Non-compete clauses are definitely unenforceable in California. Unlimited non-compete clauses (saying you can never, ever for the rest of your life work for your employer’s competitors anywhere on earth) are also probably unenforceable anywhere in the United States. In any State of the United States with fair trade practices legislation that prohibits restraint-of-trade (which is to say, most likely all of them) a lawyer could argue the clause is “void as against public policy” (meaning it violates the fair trade laws).

HOWEVER, if a non-compete clause is given a reasonable scope (time limit and territorial limit) AND specifically references some proprietary information provided by your employer to do your job, they might be enforceable.
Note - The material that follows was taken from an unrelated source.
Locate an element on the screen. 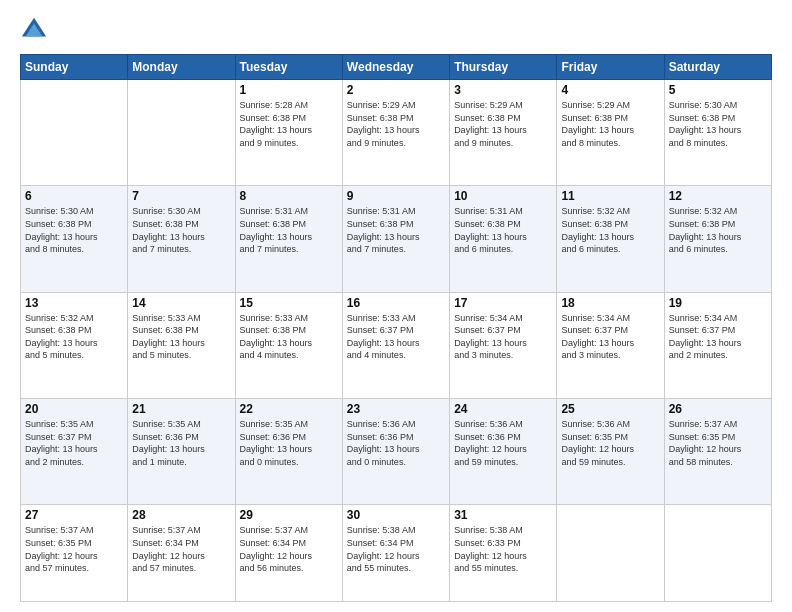 The image size is (792, 612). day-number: 12 is located at coordinates (718, 196).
For example, let’s say you are in sales, and you employer gives you a customer or sales contact list. That’s information that took some work to get. It has a value which can be enforced either in contract or by using a statute that prohibits misappropriation of trade “secrets” (which means it’s not void as against public policy).

So if you non-compete clause says “you can’t quit and then go to a competitor and use our contact list to find customers for six months in the Tri-Cities Area” a court *might* find that enforceable.

And it doesn’t take a genius or a law degree to see why: your former employer isn’t enforcing some random contractual bullshit intended to harm its competitors by making talented employees unavailable (unfair trade practice) but rather preventing you from *stealing* valuable information from the company. Big difference.